Computer Science Seminar
Tanya Berger-Wolf
University of Illinois at Chicago
Tuesday, April 2
12:45 – 1:45 pm
Stuart Building, Room 111
Behavioral ecology is the study of the ecological and evolutionary basis for animal behavior. Recent advances in data collection technology, such as GPS and other mobile sensors, high definition cameras, satellite images, and genotyping, have brought this field (and many other areas of field biology) into the era of big data. Such data offer the promise of answering some of the big questions about why animals do what they do, among other things.
Unfortunately, in the domain of behavioral ecology and population dynamics, our ability to analyze data lags substantially behind our ability to collect it. In this talk I will show how computational approaches can be part of every stage of the scientific process of understanding animal sociality, from data collection (identifying individual animals from photographs by stripes and spots) to hypothesis formulation (by designing a novel computational framework for analysis of dynamic social networks).
Tanya Berger-Wolf is an Associate Professor in the Department of Computer Science at the University of Illinois at Chicago where she heads the Computational Population Biology Lab. Her research interests are in applications of computational techniques to problems in population biology of plants, animals, and humans, from genetics to social interactions. Dr. Berger-Wolf has received her Ph.D. in Computer Science from University of Illinois at Urbana-Champaign in 2002. She spent some time as a postdoctoral fellow at the University of New Mexico working in computational phylogenetics and at the Center for Discrete Mathematics and Theoretical Computer Science (DIMACS) doing research in computational epidemiology. She has received numerous awards for her research and mentoring, including the US National Science Foundation CAREER Award in 2008 and the UIC Mentor of the Year (2009) and Graduate Mentor (2012) awards.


→ EXERCISE GOAL:
Output all entries precisely.

→ RECORD SET:

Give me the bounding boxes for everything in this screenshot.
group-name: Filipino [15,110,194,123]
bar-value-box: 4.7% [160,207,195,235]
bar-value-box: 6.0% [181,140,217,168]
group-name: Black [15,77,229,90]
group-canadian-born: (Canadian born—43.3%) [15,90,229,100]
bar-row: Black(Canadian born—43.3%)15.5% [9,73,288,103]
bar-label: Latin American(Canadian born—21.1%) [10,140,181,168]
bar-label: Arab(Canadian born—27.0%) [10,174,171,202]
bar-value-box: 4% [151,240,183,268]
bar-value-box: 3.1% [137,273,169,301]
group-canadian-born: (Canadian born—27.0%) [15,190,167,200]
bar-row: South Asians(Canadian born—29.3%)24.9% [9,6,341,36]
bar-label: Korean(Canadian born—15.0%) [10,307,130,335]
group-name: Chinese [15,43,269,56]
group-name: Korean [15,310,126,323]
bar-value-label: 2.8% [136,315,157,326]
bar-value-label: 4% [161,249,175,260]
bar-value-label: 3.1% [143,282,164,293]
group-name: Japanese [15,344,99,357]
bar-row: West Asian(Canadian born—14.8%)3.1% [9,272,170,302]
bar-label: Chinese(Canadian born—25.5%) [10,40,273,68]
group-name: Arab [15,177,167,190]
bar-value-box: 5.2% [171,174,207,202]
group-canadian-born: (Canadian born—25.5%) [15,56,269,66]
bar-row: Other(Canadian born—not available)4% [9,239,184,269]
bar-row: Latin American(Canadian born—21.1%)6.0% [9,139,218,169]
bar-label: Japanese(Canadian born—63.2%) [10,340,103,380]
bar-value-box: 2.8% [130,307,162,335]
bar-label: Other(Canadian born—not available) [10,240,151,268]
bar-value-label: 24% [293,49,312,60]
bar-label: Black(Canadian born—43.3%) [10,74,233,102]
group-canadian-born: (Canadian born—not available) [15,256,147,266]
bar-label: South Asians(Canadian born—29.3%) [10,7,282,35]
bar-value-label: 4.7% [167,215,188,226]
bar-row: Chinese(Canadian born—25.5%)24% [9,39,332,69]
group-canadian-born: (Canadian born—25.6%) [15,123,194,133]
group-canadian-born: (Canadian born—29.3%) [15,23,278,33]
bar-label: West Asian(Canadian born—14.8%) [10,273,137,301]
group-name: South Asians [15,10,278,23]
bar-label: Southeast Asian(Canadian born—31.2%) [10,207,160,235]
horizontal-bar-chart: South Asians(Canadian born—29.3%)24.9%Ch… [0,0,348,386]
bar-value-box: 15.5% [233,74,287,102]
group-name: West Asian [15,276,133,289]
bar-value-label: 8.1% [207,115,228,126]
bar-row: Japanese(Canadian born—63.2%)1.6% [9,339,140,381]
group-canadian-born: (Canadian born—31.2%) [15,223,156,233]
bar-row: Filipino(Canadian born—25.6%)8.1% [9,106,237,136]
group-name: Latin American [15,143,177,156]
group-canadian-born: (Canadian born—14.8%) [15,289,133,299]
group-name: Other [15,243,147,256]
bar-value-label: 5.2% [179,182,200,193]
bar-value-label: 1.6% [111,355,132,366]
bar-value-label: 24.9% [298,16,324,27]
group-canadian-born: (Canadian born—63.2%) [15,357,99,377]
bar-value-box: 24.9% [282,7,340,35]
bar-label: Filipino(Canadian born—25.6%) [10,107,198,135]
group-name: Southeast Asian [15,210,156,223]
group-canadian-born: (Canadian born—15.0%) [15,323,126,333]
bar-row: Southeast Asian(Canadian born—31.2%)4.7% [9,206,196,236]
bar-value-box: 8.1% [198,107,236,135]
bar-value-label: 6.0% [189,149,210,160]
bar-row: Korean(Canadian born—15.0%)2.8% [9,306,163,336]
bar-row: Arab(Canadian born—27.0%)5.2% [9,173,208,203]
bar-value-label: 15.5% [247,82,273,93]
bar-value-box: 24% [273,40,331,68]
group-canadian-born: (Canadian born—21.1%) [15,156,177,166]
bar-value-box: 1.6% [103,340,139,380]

→ EXERCISE RESPONSE:
Give me the bounding boxes for everything in this screenshot.
group-name: Filipino [15,110,194,123]
bar-value-box: 4.7% [160,207,195,235]
bar-value-box: 6.0% [181,140,217,168]
group-name: Black [15,77,229,90]
group-canadian-born: (Canadian born—43.3%) [15,90,229,100]
bar-row: Black(Canadian born—43.3%)15.5% [9,73,288,103]
bar-label: Latin American(Canadian born—21.1%) [10,140,181,168]
bar-label: Arab(Canadian born—27.0%) [10,174,171,202]
bar-value-box: 4% [151,240,183,268]
bar-value-box: 3.1% [137,273,169,301]
group-canadian-born: (Canadian born—27.0%) [15,190,167,200]
bar-row: South Asians(Canadian born—29.3%)24.9% [9,6,341,36]
bar-label: Korean(Canadian born—15.0%) [10,307,130,335]
group-name: Chinese [15,43,269,56]
group-name: Korean [15,310,126,323]
bar-value-label: 2.8% [136,315,157,326]
bar-value-label: 4% [161,249,175,260]
bar-value-label: 3.1% [143,282,164,293]
group-name: Japanese [15,344,99,357]
bar-row: West Asian(Canadian born—14.8%)3.1% [9,272,170,302]
bar-label: Chinese(Canadian born—25.5%) [10,40,273,68]
group-name: Arab [15,177,167,190]
bar-value-box: 5.2% [171,174,207,202]
group-canadian-born: (Canadian born—25.5%) [15,56,269,66]
bar-row: Other(Canadian born—not available)4% [9,239,184,269]
bar-row: Latin American(Canadian born—21.1%)6.0% [9,139,218,169]
bar-label: Japanese(Canadian born—63.2%) [10,340,103,380]
bar-value-box: 2.8% [130,307,162,335]
bar-label: Other(Canadian born—not available) [10,240,151,268]
bar-value-label: 24% [293,49,312,60]
bar-label: Black(Canadian born—43.3%) [10,74,233,102]
group-canadian-born: (Canadian born—not available) [15,256,147,266]
bar-label: South Asians(Canadian born—29.3%) [10,7,282,35]
bar-value-label: 4.7% [167,215,188,226]
bar-row: Chinese(Canadian born—25.5%)24% [9,39,332,69]
group-canadian-born: (Canadian born—25.6%) [15,123,194,133]
group-canadian-born: (Canadian born—29.3%) [15,23,278,33]
bar-label: West Asian(Canadian born—14.8%) [10,273,137,301]
group-name: South Asians [15,10,278,23]
bar-label: Southeast Asian(Canadian born—31.2%) [10,207,160,235]
horizontal-bar-chart: South Asians(Canadian born—29.3%)24.9%Ch… [0,0,348,386]
bar-value-box: 15.5% [233,74,287,102]
group-name: West Asian [15,276,133,289]
bar-value-label: 8.1% [207,115,228,126]
bar-row: Japanese(Canadian born—63.2%)1.6% [9,339,140,381]
group-canadian-born: (Canadian born—31.2%) [15,223,156,233]
bar-row: Filipino(Canadian born—25.6%)8.1% [9,106,237,136]
group-name: Latin American [15,143,177,156]
group-canadian-born: (Canadian born—14.8%) [15,289,133,299]
group-name: Other [15,243,147,256]
bar-value-label: 5.2% [179,182,200,193]
bar-value-label: 1.6% [111,355,132,366]
bar-value-label: 24.9% [298,16,324,27]
group-canadian-born: (Canadian born—63.2%) [15,357,99,377]
bar-value-box: 24.9% [282,7,340,35]
bar-label: Filipino(Canadian born—25.6%) [10,107,198,135]
group-name: Southeast Asian [15,210,156,223]
group-canadian-born: (Canadian born—15.0%) [15,323,126,333]
bar-row: Southeast Asian(Canadian born—31.2%)4.7% [9,206,196,236]
bar-value-box: 8.1% [198,107,236,135]
bar-value-label: 6.0% [189,149,210,160]
bar-row: Korean(Canadian born—15.0%)2.8% [9,306,163,336]
bar-row: Arab(Canadian born—27.0%)5.2% [9,173,208,203]
bar-value-label: 15.5% [247,82,273,93]
bar-value-box: 24% [273,40,331,68]
group-canadian-born: (Canadian born—21.1%) [15,156,177,166]
bar-value-box: 1.6% [103,340,139,380]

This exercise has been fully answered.